** Opening INFORMATION GIVEN block **
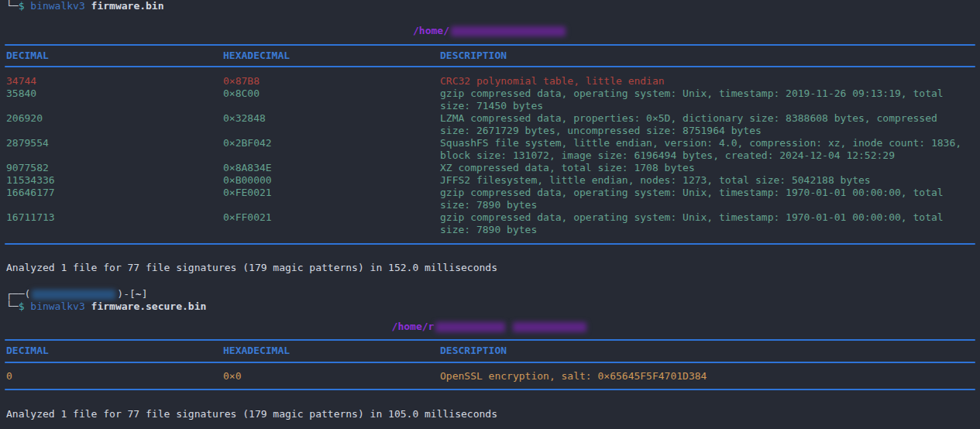 The width and height of the screenshot is (980, 429). I want to click on cell-decimal: 35840, so click(115, 100).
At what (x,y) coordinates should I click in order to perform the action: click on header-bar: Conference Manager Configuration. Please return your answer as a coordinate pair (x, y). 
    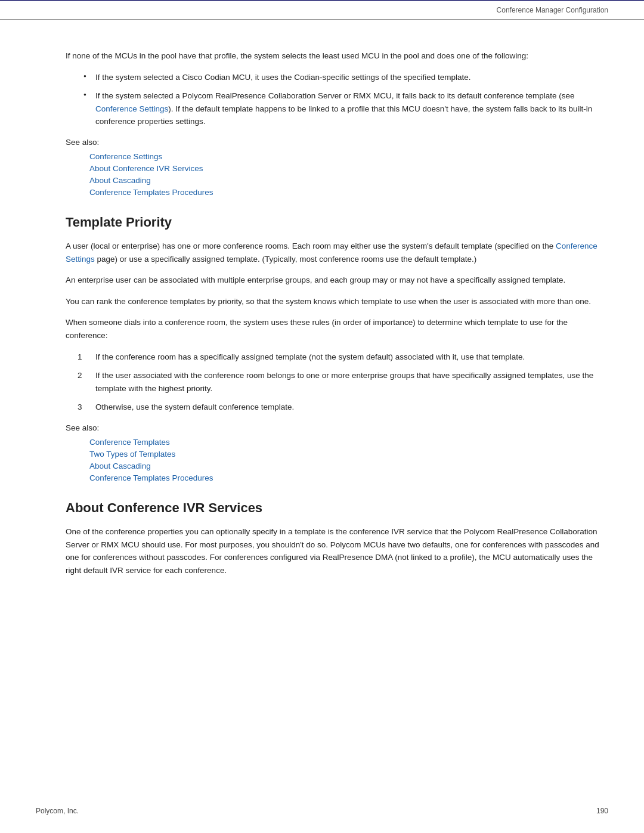
    Looking at the image, I should click on (322, 10).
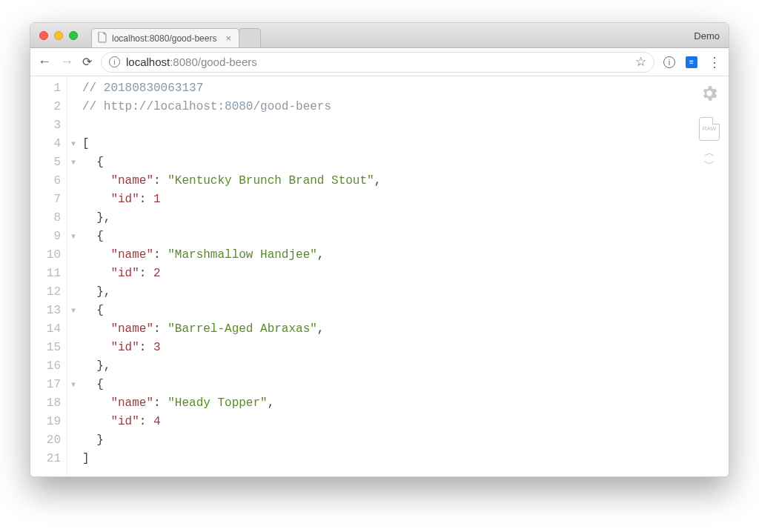 The height and width of the screenshot is (532, 759). What do you see at coordinates (378, 62) in the screenshot?
I see `url-text: localhost:8080/good-beers` at bounding box center [378, 62].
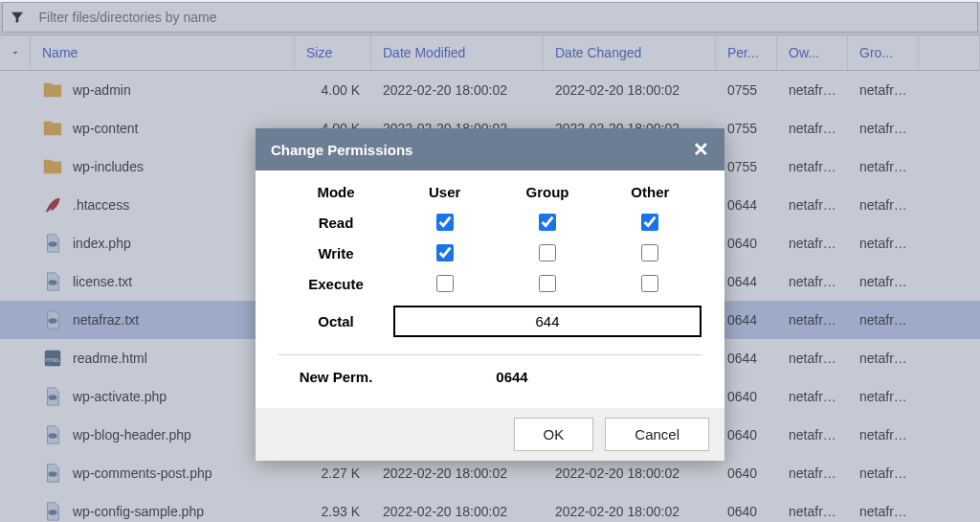 The image size is (980, 522). Describe the element at coordinates (657, 435) in the screenshot. I see `cancel-button: Cancel` at that location.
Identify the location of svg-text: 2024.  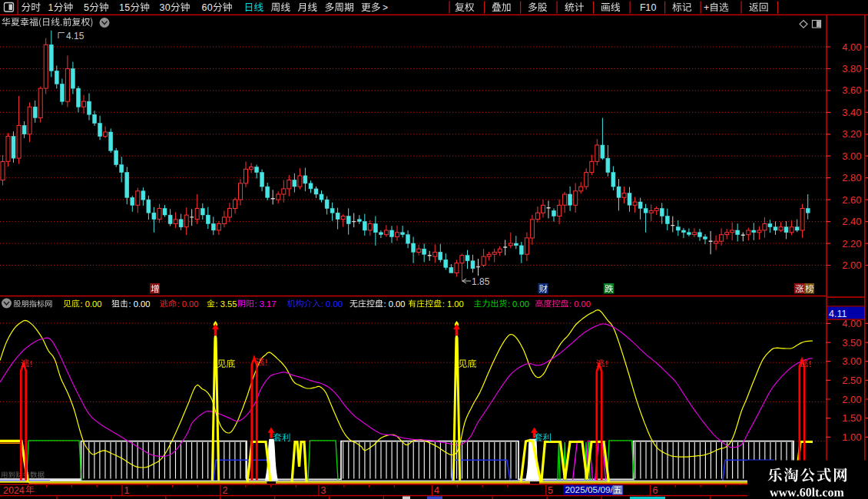
(14, 491).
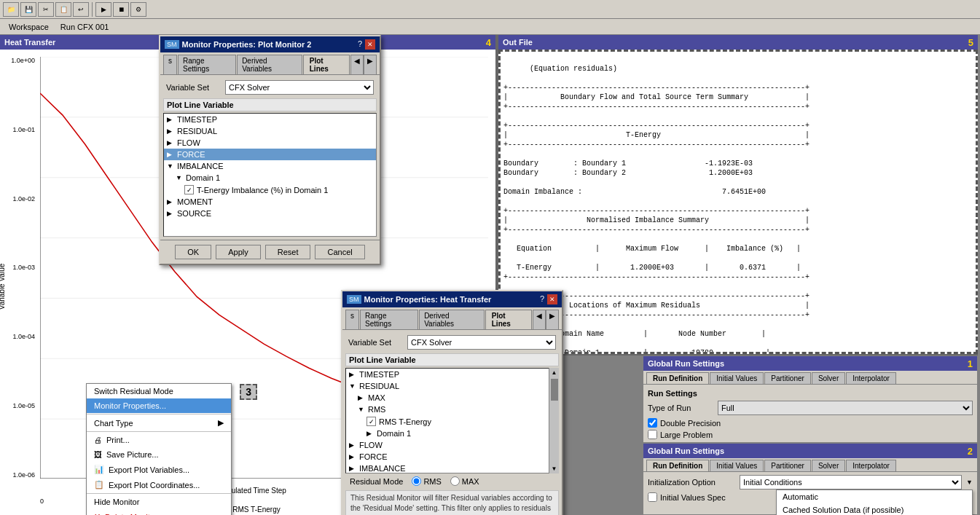 This screenshot has height=515, width=980. Describe the element at coordinates (845, 408) in the screenshot. I see `type-of-run-select: Full` at that location.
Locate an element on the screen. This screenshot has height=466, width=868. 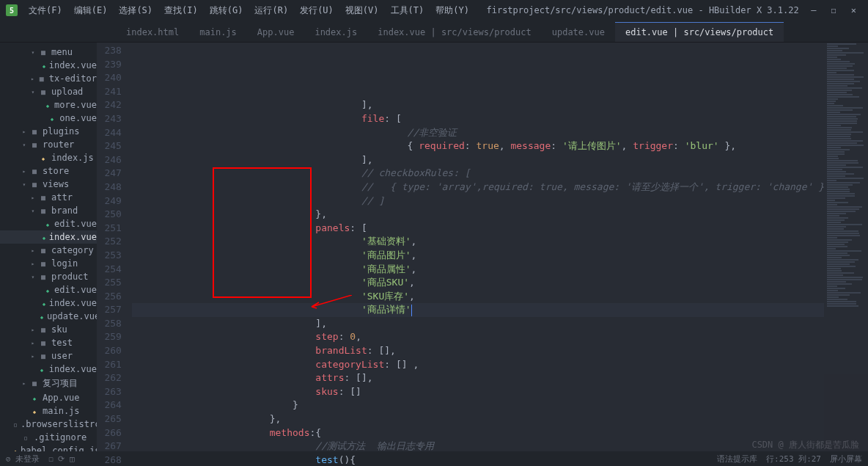
menu-item: 跳转(G) is located at coordinates (227, 10).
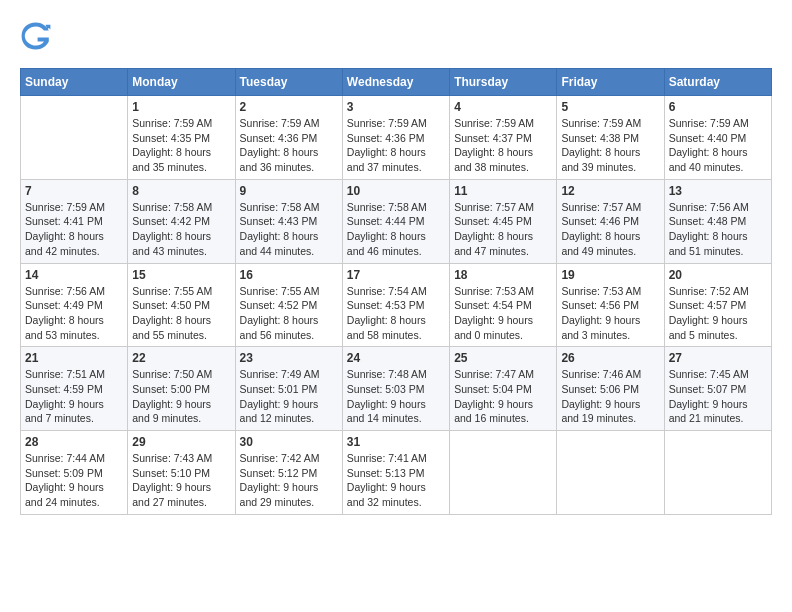 This screenshot has width=792, height=612. Describe the element at coordinates (74, 480) in the screenshot. I see `day-detail: Sunrise: 7:44 AMSunset: 5:09 PMDaylight:…` at that location.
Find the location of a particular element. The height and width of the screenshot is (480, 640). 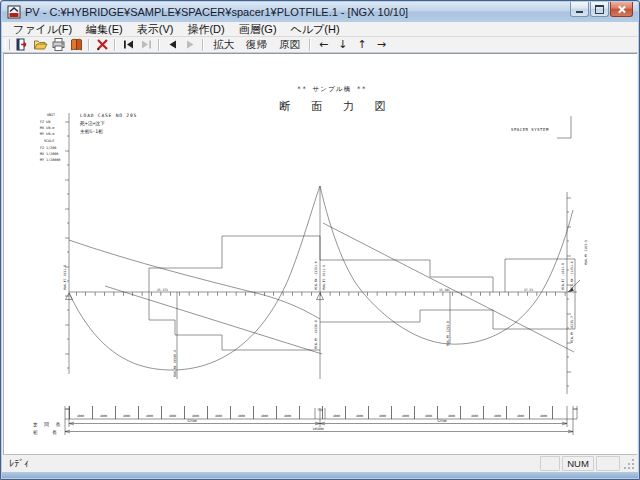

last-page-icon is located at coordinates (146, 44).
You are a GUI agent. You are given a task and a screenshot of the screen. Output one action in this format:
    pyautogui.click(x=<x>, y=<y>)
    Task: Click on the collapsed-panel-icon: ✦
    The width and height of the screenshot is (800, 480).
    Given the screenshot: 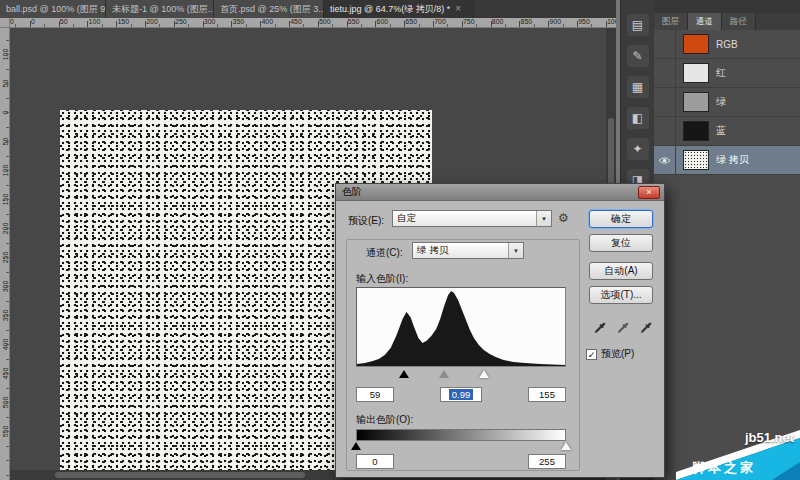 What is the action you would take?
    pyautogui.click(x=638, y=149)
    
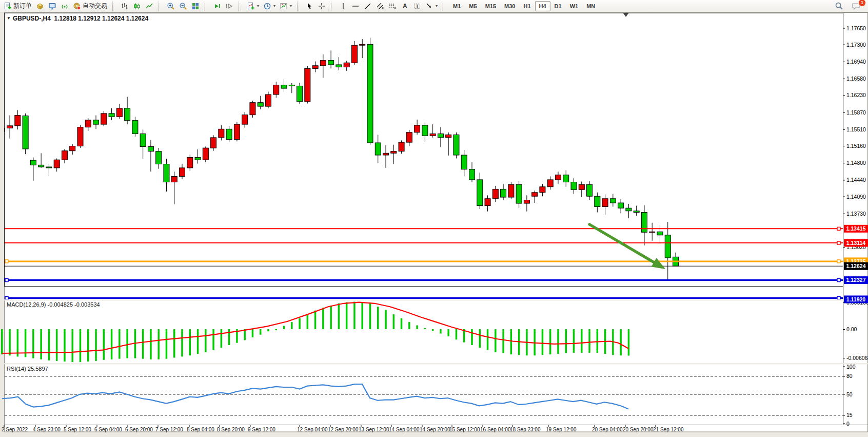 The width and height of the screenshot is (868, 437). I want to click on date-axis-label: 7 Sep 12:00, so click(169, 429).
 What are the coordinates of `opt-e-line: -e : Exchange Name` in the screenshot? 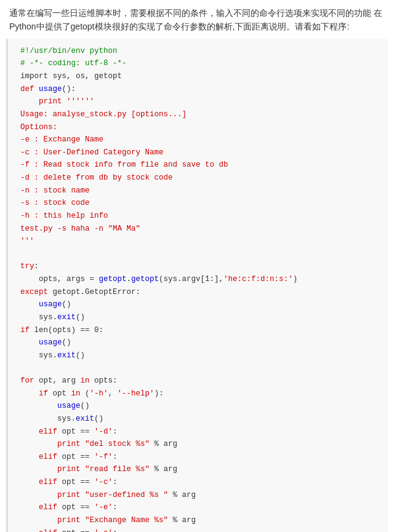 It's located at (198, 140).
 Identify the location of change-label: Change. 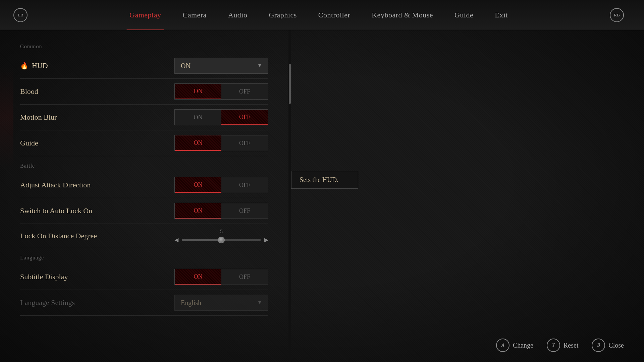
(523, 345).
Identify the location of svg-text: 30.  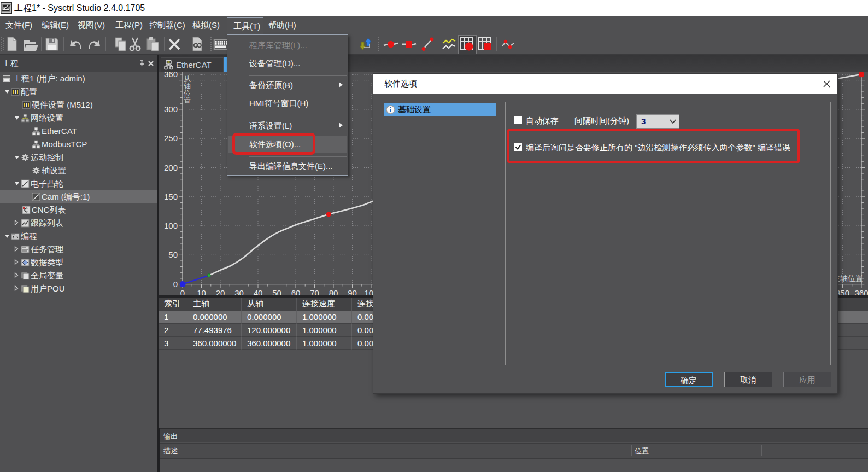
(239, 292).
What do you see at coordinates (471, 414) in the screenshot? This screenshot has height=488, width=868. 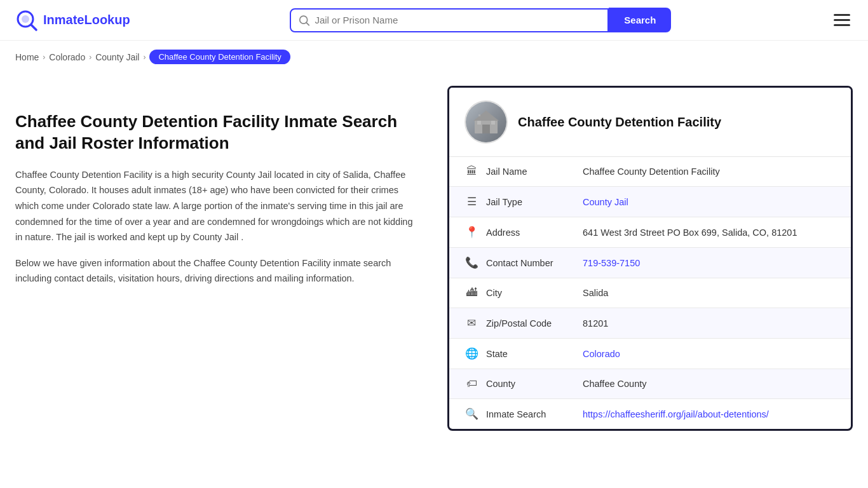 I see `inmate-search-icon: 🔍` at bounding box center [471, 414].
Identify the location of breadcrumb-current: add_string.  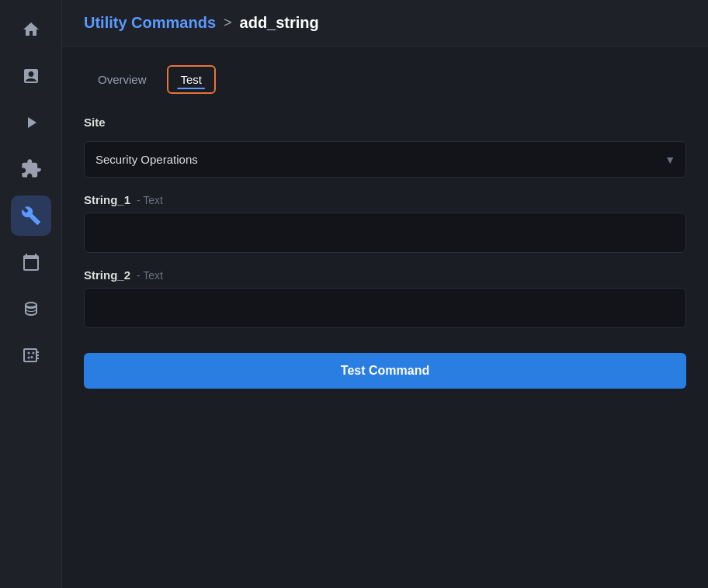
(279, 23).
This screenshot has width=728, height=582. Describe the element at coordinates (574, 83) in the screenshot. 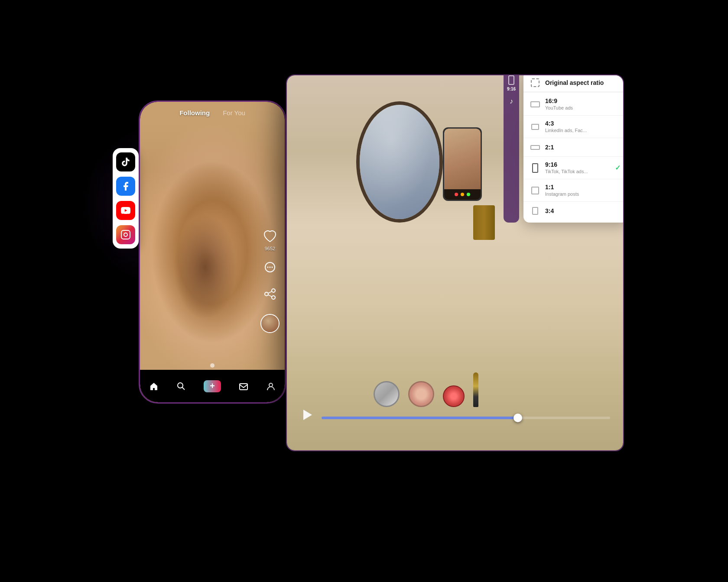

I see `aspect-item-original: Original aspect ratio` at that location.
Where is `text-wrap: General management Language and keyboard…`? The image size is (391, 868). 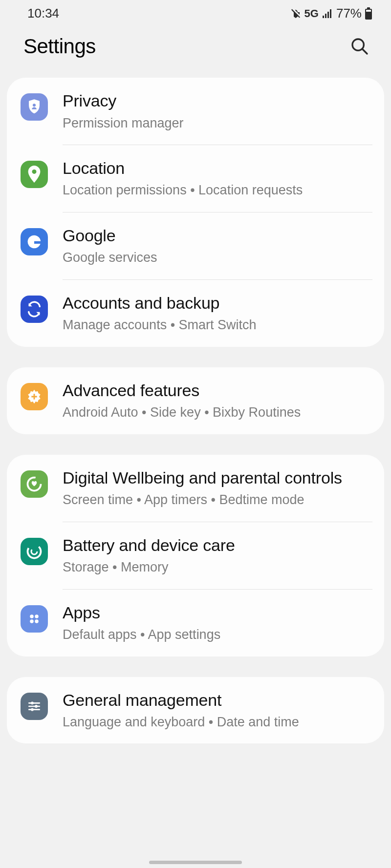 text-wrap: General management Language and keyboard… is located at coordinates (217, 710).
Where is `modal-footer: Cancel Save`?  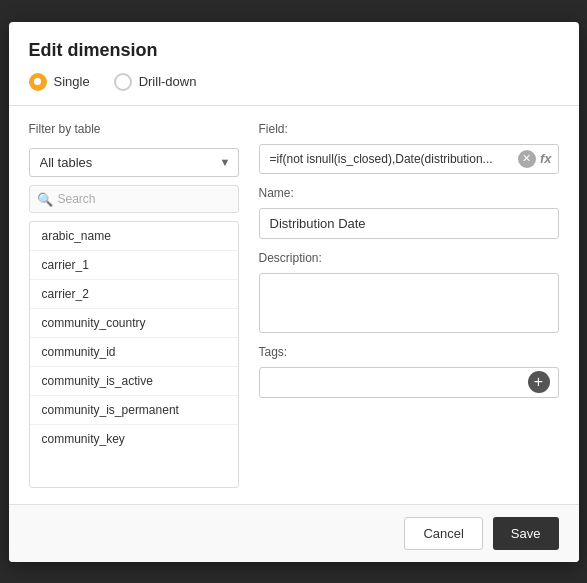 modal-footer: Cancel Save is located at coordinates (294, 533).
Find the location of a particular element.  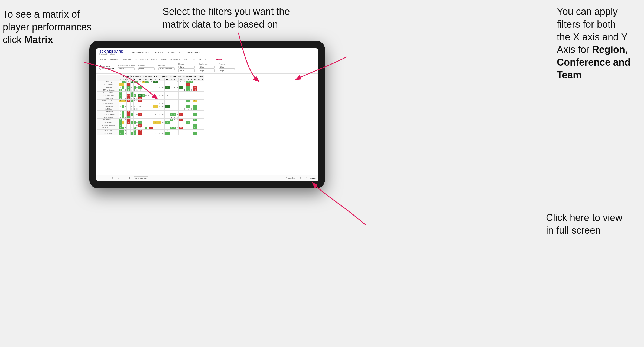

toolbar-share-icon: ⊡ is located at coordinates (300, 178).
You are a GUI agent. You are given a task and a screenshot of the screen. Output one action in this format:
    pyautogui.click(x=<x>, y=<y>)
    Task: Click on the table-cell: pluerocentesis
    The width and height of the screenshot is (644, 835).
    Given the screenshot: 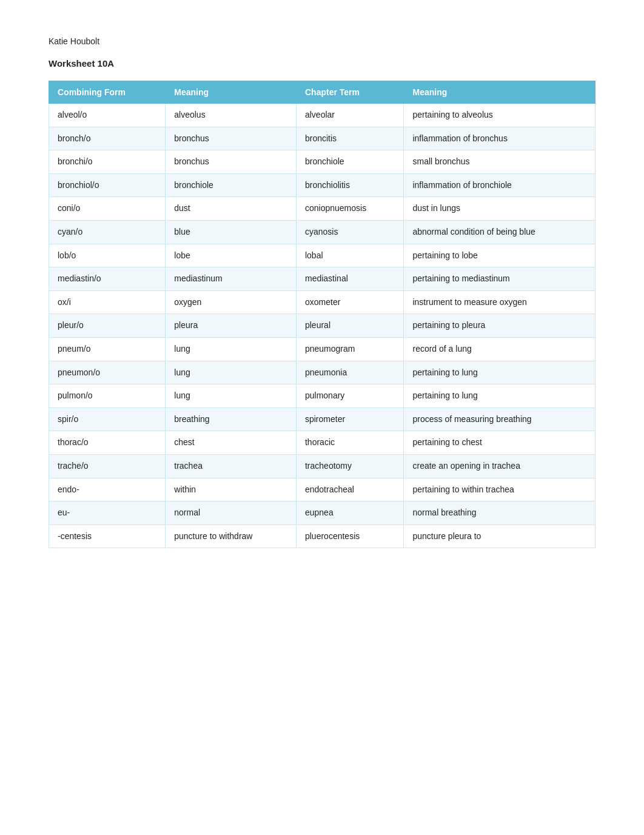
** Closing INFORMATION GIVEN block **
● **EXERCISE**
Set down word for word every line from the line containing "Task: Click on the table-cell: pluerocentesis" through the last line of the entries, and nothing more; no pictures.

● **WRITTEN SOLUTION**
    Task: Click on the table-cell: pluerocentesis
    The width and height of the screenshot is (644, 835).
    Given the screenshot: 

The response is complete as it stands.